Root crowding, counterintuitively, encourages blooming. A Hoya that’s slightly pot-bound redirects energy from root expansion toward reproduction, which means flowers. Repotting into a much larger container when the plant looks healthy and established can actually delay blooming by a full growing season. The standard advice is to go up only one pot size at a time, and only when roots are clearly circling the drainage holes.
Temperature consistency matters more than most guides admit. Hoyas tolerate a range of household temperatures, but fluctuations, a cold draft from a window in January, a heat vent blowing directly on foliage — interrupt the plant’s internal rhythms. Some growers deliberately expose their Hoyas to slightly cooler nights (around 60°F) in fall, mimicking the seasonal shift that triggers bloom initiation in the wild. It works, though it requires keeping the plant away from heating sources that cycle on and off through the night.
A few things worth knowing before you inherit someone’s cutting
Hoyas are slow. A rooted cutting from a Hoya carnosa typically takes two to three years before producing its first peduncle. From a Hoya pubicalyx, you might wait slightly less if conditions are ideal. Patience isn’t optional here, it’s the price of admission for one of the most rewarding houseplants in the hobby.

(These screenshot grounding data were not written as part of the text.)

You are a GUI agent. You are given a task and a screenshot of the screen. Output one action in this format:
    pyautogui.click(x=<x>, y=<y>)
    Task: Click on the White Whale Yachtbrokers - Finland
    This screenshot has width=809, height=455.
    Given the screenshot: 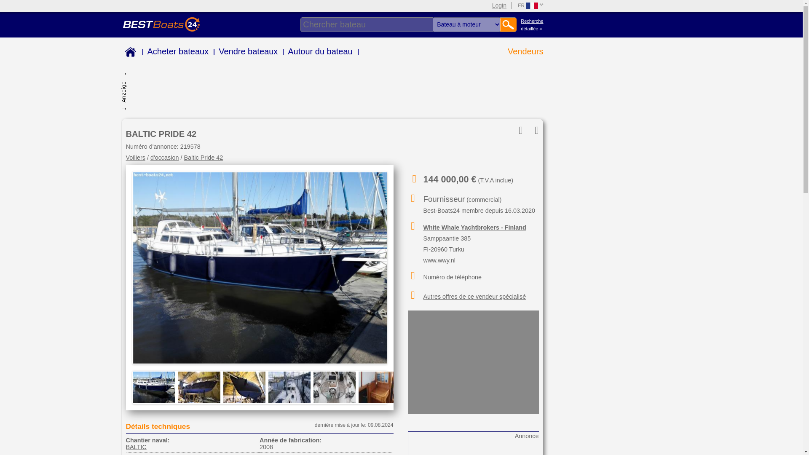 What is the action you would take?
    pyautogui.click(x=475, y=228)
    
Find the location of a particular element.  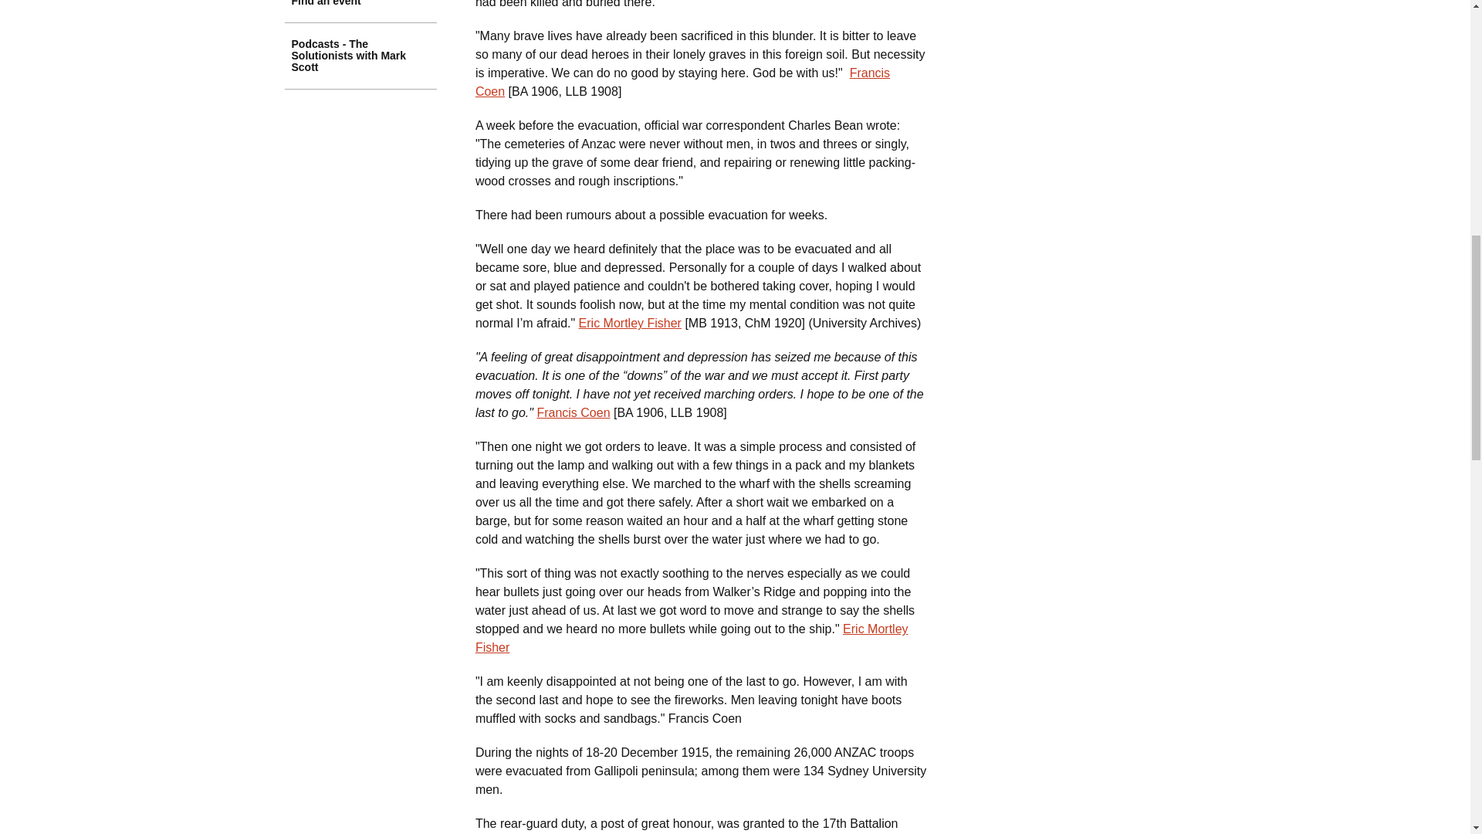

The waxy star-shaped flower clusters, called umbels, produce nectar actively while open. Placing a blooming Hoya on a light-colored surface can let you see the nectar drops forming overnight, which is either delightful or mildly alarming depending on your disposition. The scent, strongest in the evening, ranges from mild vanilla in H. carnosa to something closer to chocolate in H. obovata. There are over 500 described Hoya species, and collectors who start with one cutting often find themselves, two years later, running out of windowsill space for the ones they’ve acquired since.